From CUNY Academic Commons

 

Here are a few entry points to ongoing – often heated – debates in the field. What topics would you add? What other readings would you recommend to someone new to DH?

The Digital Humanities and the Humanities

The annual MLA Convention seems to provoke intense discussion of the relationship between the Humanities and the Digital Humanities, often focused by coverage in the Chronicle of Higher Education. Articles are below, with responses. Be sure to read the comments too.

MLA 2009:
William Pannapacker announces the “arrival” of DH.

MLA 2011:
Pannapacker’s review finds DH triumphant, but dominated by an in-group/out-group mentality – DH has its “stars,” DH itself is the “cool kids’ table.”

MLA 2012:
The fireworks this time are brought by Stanley Fish, no less.

See also John Unsworth’s “The State of Digital Humanities, 2010,” June 2010, and Ian Bogost’s more recent take, “Beyond the Elbow-Patched Playground,” August 23-25, 2011.

Marking the Field (Turf Wars?)

There are tensions within the field too – see the above posts, and the many Definitions of DH. As Whittney Trettien puts it: “Who can claim to be a digital humanist? Do you have to have a PhD? How much coding do you have to know? Are humanities bloggers and twitterers participating in e-scholarship? At the root of it all: how do we (or do we not) want to delimit our community?”

A Culture of Making, and Its Implications

Many DHers subscribe to a project-based, build-something mentality that has been summarized as “more hack, less yack,” or “less talk, more grok” – see for instance, THATCamp, and One Week | One Tool. The emphasis is on teamwork and collaboration versus the “lone scholar” model. But it also raises a range of questions: do digital humanists need coding skills? How do all members of the team get the recognition they deserve (and need to prove their worth to their employers)? How can we promote openness in our making practices? Is making in tension with thinking?

To Code or Not to Code – A Canard?

Collaboration and Participation:

Thinking and Making:

Calls to Action

Melissa Terras’s address has been widely acclaimed; the Manifestos have received more uneven endorsement. Bethany Nowviskie summons us to reform graduate education, and Lisa Spiro issues a call for the DH community to create an open, distributed certificate program in the digital humanities. Alan Liu challenges DH to be more critically engaged with our culture, and to take a leadership role in advocating for the humanities. Jim Groom’s post – a vision of open education more generally – is straight from the heart and, for CUNYites, an anthem.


◆ The problem:
Lines, not repeats, are what count: give the number of lines below that hold "false", and nothing more.

***

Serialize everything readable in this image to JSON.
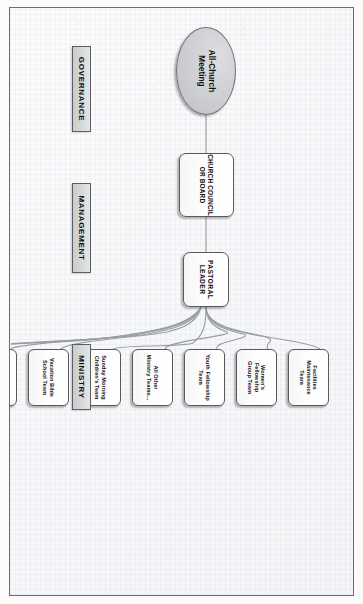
{
  "document": {
    "title": "Church Organizational Chart",
    "orientation": "landscape-rotated-90-clockwise",
    "smudges": [
      "~ ~ ~",
      "~ ~ ~",
      "~"
    ]
  },
  "chart_data": {
    "type": "diagram",
    "diagram_type": "organizational-hierarchy",
    "lanes": [
      {
        "id": "governance",
        "label": "GOVERNANCE"
      },
      {
        "id": "management",
        "label": "MANAGEMENT"
      },
      {
        "id": "ministry",
        "label": "MINISTRY"
      }
    ],
    "nodes": [
      {
        "id": "all-church-meeting",
        "label": "All-Church\nMeeting",
        "shape": "ellipse",
        "fill": "#cdced1",
        "lane": "governance"
      },
      {
        "id": "church-council",
        "label": "CHURCH COUNCIL\nOR BOARD",
        "shape": "rounded-rect",
        "fill": "#ffffff",
        "lane": "management"
      },
      {
        "id": "pastoral-leader",
        "label": "PASTORAL\nLEADER",
        "shape": "rounded-rect",
        "fill": "#ffffff",
        "lane": "management"
      }
    ],
    "ministry_teams": [
      {
        "id": "food-bank",
        "line1": "Food Bank",
        "line2": "Team"
      },
      {
        "id": "mission-trip",
        "line1": "Mission Trip",
        "line2": "Team"
      },
      {
        "id": "first-service-worship",
        "line1": "1st Service",
        "line2": "Worship Team"
      },
      {
        "id": "second-service-worship",
        "line1": "2nd Service",
        "line2": "Worship Team"
      },
      {
        "id": "vacation-bible-school",
        "line1": "Vacation Bible",
        "line2": "School Team"
      },
      {
        "id": "sunday-morning-childrens",
        "line1": "Sunday Morning",
        "line2": "Children's Team"
      },
      {
        "id": "all-other-ministry-teams",
        "line1": "All Other",
        "line2": "Ministry Teams..."
      },
      {
        "id": "youth-fellowship",
        "line1": "Youth Fellowship",
        "line2": "Team"
      },
      {
        "id": "womens-fellowship-group",
        "line1": "Women's Fellowship",
        "line2": "Group Team"
      },
      {
        "id": "facilities-maintenance",
        "line1": "Facilities Maintenance",
        "line2": "Team"
      }
    ],
    "edges": [
      {
        "from": "all-church-meeting",
        "to": "church-council"
      },
      {
        "from": "church-council",
        "to": "pastoral-leader"
      },
      {
        "from": "pastoral-leader",
        "to": "food-bank"
      },
      {
        "from": "pastoral-leader",
        "to": "mission-trip"
      },
      {
        "from": "pastoral-leader",
        "to": "first-service-worship"
      },
      {
        "from": "pastoral-leader",
        "to": "second-service-worship"
      },
      {
        "from": "pastoral-leader",
        "to": "vacation-bible-school"
      },
      {
        "from": "pastoral-leader",
        "to": "sunday-morning-childrens"
      },
      {
        "from": "pastoral-leader",
        "to": "all-other-ministry-teams"
      },
      {
        "from": "pastoral-leader",
        "to": "youth-fellowship"
      },
      {
        "from": "pastoral-leader",
        "to": "womens-fellowship-group"
      },
      {
        "from": "pastoral-leader",
        "to": "facilities-maintenance"
      }
    ],
    "colors": {
      "node_border": "#58595b",
      "node_fill": "#ffffff",
      "root_fill": "#cdced1",
      "lane_fill": "#d7d8da",
      "connector": "#9a9da3",
      "page_border": "#6d6d6d",
      "page_bg": "#f7f8f9"
    }
  }
}
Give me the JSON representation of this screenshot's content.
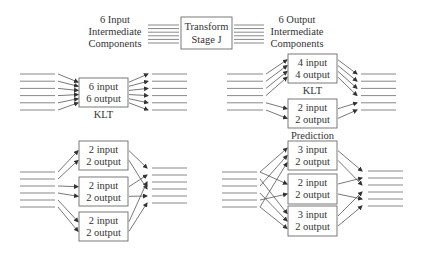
{
  "header": {
    "input_label": [
      "6 Input",
      "Intermediate",
      "Components"
    ],
    "stage_label": [
      "Transform",
      "Stage J"
    ],
    "output_label": [
      "6 Output",
      "Intermediate",
      "Components"
    ],
    "component_count": 6
  },
  "panels": [
    {
      "id": "klt-6x6",
      "blocks": [
        {
          "lines": [
            "6 input",
            "6 output"
          ],
          "caption": "KLT",
          "inputs": [
            0,
            1,
            2,
            3,
            4,
            5
          ],
          "outputs": [
            0,
            1,
            2,
            3,
            4,
            5
          ]
        }
      ]
    },
    {
      "id": "klt-4x4-plus-prediction",
      "blocks": [
        {
          "lines": [
            "4 input",
            "4 output"
          ],
          "caption": "KLT",
          "inputs": [
            0,
            1,
            2,
            3
          ],
          "outputs": [
            0,
            1,
            2,
            3
          ]
        },
        {
          "lines": [
            "2 input",
            "2 output"
          ],
          "caption": "Prediction",
          "inputs": [
            4,
            5
          ],
          "outputs": [
            4,
            5
          ]
        }
      ]
    },
    {
      "id": "three-2x2",
      "blocks": [
        {
          "lines": [
            "2 input",
            "2 output"
          ],
          "caption": "",
          "inputs": [
            0,
            1
          ],
          "outputs": [
            0,
            3
          ]
        },
        {
          "lines": [
            "2 input",
            "2 output"
          ],
          "caption": "",
          "inputs": [
            2,
            3
          ],
          "outputs": [
            1,
            4
          ]
        },
        {
          "lines": [
            "2 input",
            "2 output"
          ],
          "caption": "",
          "inputs": [
            4,
            5
          ],
          "outputs": [
            2,
            5
          ]
        }
      ]
    },
    {
      "id": "3x2-2x2-3x2",
      "blocks": [
        {
          "lines": [
            "3 input",
            "2 output"
          ],
          "caption": "",
          "inputs": [
            0,
            2,
            5
          ],
          "outputs": [
            0,
            2
          ]
        },
        {
          "lines": [
            "2 input",
            "2 output"
          ],
          "caption": "",
          "inputs": [
            0,
            4
          ],
          "outputs": [
            1,
            4
          ]
        },
        {
          "lines": [
            "3 input",
            "2 output"
          ],
          "caption": "",
          "inputs": [
            1,
            3,
            5
          ],
          "outputs": [
            3,
            5
          ]
        }
      ]
    }
  ]
}
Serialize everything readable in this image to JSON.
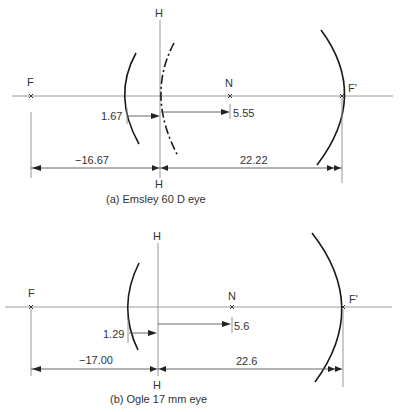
{
  "diagrams": [
    {
      "id": "a",
      "caption": "(a)  Emsley 60 D eye",
      "labels": {
        "principal_plane_top": "H",
        "principal_plane_bottom": "H",
        "first_focal_point": "F",
        "nodal_point": "N",
        "second_focal_point": "F'"
      },
      "dimensions": {
        "cornea_to_principal_plane": "1.67",
        "principal_to_nodal": "5.55",
        "anterior_focal_length": "−16.67",
        "posterior_focal_length": "22.22"
      },
      "values_mm": {
        "cornea_to_H": 1.67,
        "H_to_N": 5.55,
        "F_to_H": -16.67,
        "H_to_F_prime": 22.22
      },
      "has_dashed_surface": true
    },
    {
      "id": "b",
      "caption": "(b)  Ogle 17 mm eye",
      "labels": {
        "principal_plane_top": "H",
        "principal_plane_bottom": "H",
        "first_focal_point": "F",
        "nodal_point": "N",
        "second_focal_point": "F'"
      },
      "dimensions": {
        "cornea_to_principal_plane": "1.29",
        "principal_to_nodal": "5.6",
        "anterior_focal_length": "−17.00",
        "posterior_focal_length": "22.6"
      },
      "values_mm": {
        "cornea_to_H": 1.29,
        "H_to_N": 5.6,
        "F_to_H": -17.0,
        "H_to_F_prime": 22.6
      },
      "has_dashed_surface": false
    }
  ]
}
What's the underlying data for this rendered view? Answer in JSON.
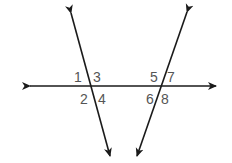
{
  "diagram": {
    "line_color": "#1a1a1a",
    "label_color": "#555555",
    "angle_labels": {
      "a1": "1",
      "a2": "2",
      "a3": "3",
      "a4": "4",
      "a5": "5",
      "a6": "6",
      "a7": "7",
      "a8": "8"
    }
  }
}
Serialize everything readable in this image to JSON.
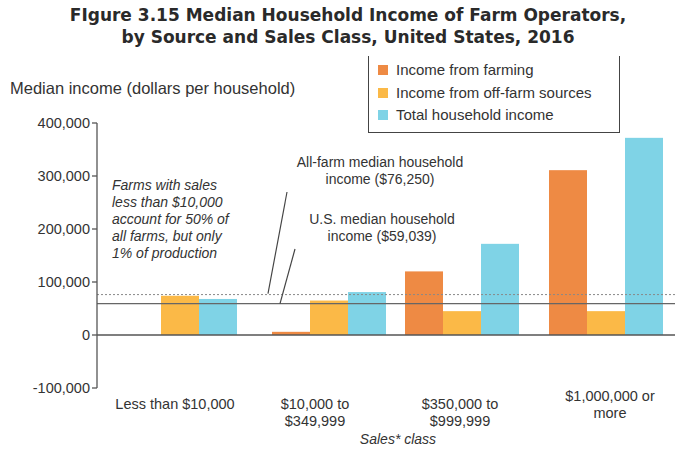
{
  "title": {
    "line1": "FIgure 3.15 Median Household Income of Farm Operators,",
    "line2": "by Source and Sales Class, United States, 2016"
  },
  "colors": {
    "farming": "#ee8a44",
    "off_farm": "#fbb947",
    "total": "#7fd3e6",
    "axis": "#555555",
    "ref_line": "#666666"
  },
  "legend": {
    "items": [
      {
        "label": "Income from farming",
        "color": "#ee8a44"
      },
      {
        "label": "Income from off-farm sources",
        "color": "#fbb947"
      },
      {
        "label": "Total household income",
        "color": "#7fd3e6"
      }
    ]
  },
  "annotations": {
    "small_farms_note": [
      "Farms with sales",
      "less than $10,000",
      "account for 50% of",
      "all farms, but only",
      "1% of production"
    ],
    "all_farm_median": [
      "All-farm median household",
      "income ($76,250)"
    ],
    "us_median": [
      "U.S. median household",
      "income ($59,039)"
    ]
  },
  "chart_data": {
    "type": "bar",
    "title": "FIgure 3.15 Median Household Income of Farm Operators, by Source and Sales Class, United States, 2016",
    "xlabel": "Sales* class",
    "ylabel": "Median income (dollars per household)",
    "ylim": [
      -100000,
      400000
    ],
    "yticks": [
      400000,
      300000,
      200000,
      100000,
      0,
      -100000
    ],
    "ytick_labels": [
      "400,000",
      "300,000",
      "200,000",
      "100,000",
      "0",
      "-100,000"
    ],
    "categories": [
      "Less than $10,000",
      "$10,000 to $349,999",
      "$350,000 to $999,999",
      "$1,000,000 or more"
    ],
    "category_lines": [
      [
        "Less than $10,000"
      ],
      [
        "$10,000 to",
        "$349,999"
      ],
      [
        "$350,000 to",
        "$999,999"
      ],
      [
        "$1,000,000 or",
        "more"
      ]
    ],
    "series": [
      {
        "name": "Income from farming",
        "values": [
          0,
          6000,
          120000,
          311000
        ]
      },
      {
        "name": "Income from off-farm sources",
        "values": [
          74000,
          65000,
          45000,
          45000
        ]
      },
      {
        "name": "Total household income",
        "values": [
          68000,
          81000,
          172000,
          372000
        ]
      }
    ],
    "reference_lines": [
      {
        "label": "All-farm median household income ($76,250)",
        "value": 76250,
        "style": "dotted"
      },
      {
        "label": "U.S. median household income ($59,039)",
        "value": 59039,
        "style": "solid"
      }
    ],
    "grid": false,
    "legend_position": "top-right"
  }
}
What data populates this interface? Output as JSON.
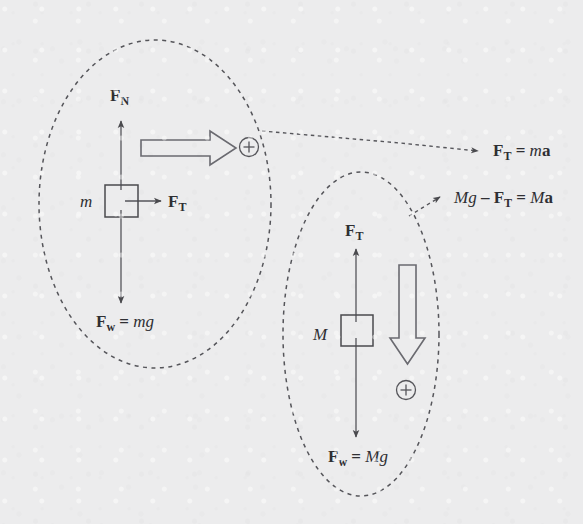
{
  "figure": {
    "type": "physics-free-body-diagram",
    "background_color": "#ececed",
    "ink_color": "#4a4a4e",
    "width": 583,
    "height": 524
  },
  "system_left": {
    "name": "mass-m-on-surface",
    "mass_label": "m",
    "boundary": "dashed-ellipse",
    "forces": [
      {
        "name": "normal-force",
        "symbol": "F",
        "subscript": "N",
        "direction": "up"
      },
      {
        "name": "tension-force",
        "symbol": "F",
        "subscript": "T",
        "direction": "right"
      },
      {
        "name": "weight-force",
        "symbol": "F",
        "subscript": "w",
        "equals": "= ",
        "value": "mg",
        "direction": "down"
      }
    ],
    "acceleration_direction_label": "+",
    "acceleration_arrow": "hollow-arrow-right"
  },
  "system_right": {
    "name": "hanging-mass-M",
    "mass_label": "M",
    "boundary": "dashed-ellipse",
    "forces": [
      {
        "name": "tension-force",
        "symbol": "F",
        "subscript": "T",
        "direction": "up"
      },
      {
        "name": "weight-force",
        "symbol": "F",
        "subscript": "w",
        "equals": "= ",
        "value": "Mg",
        "direction": "down"
      }
    ],
    "acceleration_direction_label": "+",
    "acceleration_arrow": "hollow-arrow-down"
  },
  "equations": [
    {
      "name": "equation-mass-m",
      "parts": [
        {
          "text": "F",
          "style": "bold"
        },
        {
          "text": "T",
          "style": "subscript"
        },
        {
          "text": " = ",
          "style": "roman"
        },
        {
          "text": "m",
          "style": "italic"
        },
        {
          "text": "a",
          "style": "bold"
        }
      ],
      "plain": "F_T = ma"
    },
    {
      "name": "equation-mass-M",
      "parts": [
        {
          "text": "Mg",
          "style": "italic"
        },
        {
          "text": " – ",
          "style": "roman"
        },
        {
          "text": "F",
          "style": "bold"
        },
        {
          "text": "T",
          "style": "subscript"
        },
        {
          "text": " = ",
          "style": "roman"
        },
        {
          "text": "M",
          "style": "italic"
        },
        {
          "text": "a",
          "style": "bold"
        }
      ],
      "plain": "Mg - F_T = Ma"
    }
  ],
  "text": {
    "F": "F",
    "N_sub": "N",
    "T_sub": "T",
    "w_sub": "w",
    "eq": "=",
    "minus": "–",
    "mg": "mg",
    "Mg": "Mg",
    "m_italic": "m",
    "M_italic": "M",
    "a_bold": "a",
    "plus_sign": "+",
    "m_mass": "m",
    "M_mass": "M"
  }
}
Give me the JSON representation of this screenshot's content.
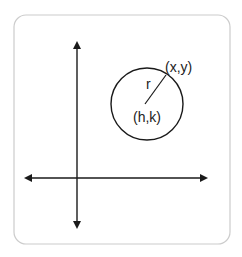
{
  "diagram": {
    "colors": {
      "stroke": "#1a1a1a",
      "frame": "#cccccc",
      "background": "#ffffff",
      "text": "#222222"
    },
    "frame": {
      "x": 14,
      "y": 15,
      "width": 216,
      "height": 229,
      "radius": 12
    },
    "axes": {
      "horizontal": {
        "y": 178,
        "x1": 24,
        "x2": 208
      },
      "vertical": {
        "x": 77,
        "y1": 41,
        "y2": 229
      }
    },
    "circle": {
      "cx": 147,
      "cy": 104,
      "r": 36
    },
    "radius_line": {
      "x1": 145,
      "y1": 104,
      "x2": 166,
      "y2": 75
    },
    "labels": {
      "point": "(x,y)",
      "radius": "r",
      "center": "(h,k)"
    }
  }
}
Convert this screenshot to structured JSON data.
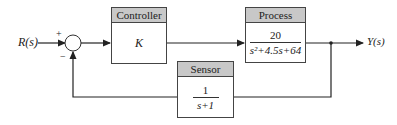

***

◆ Result of this exercise:
2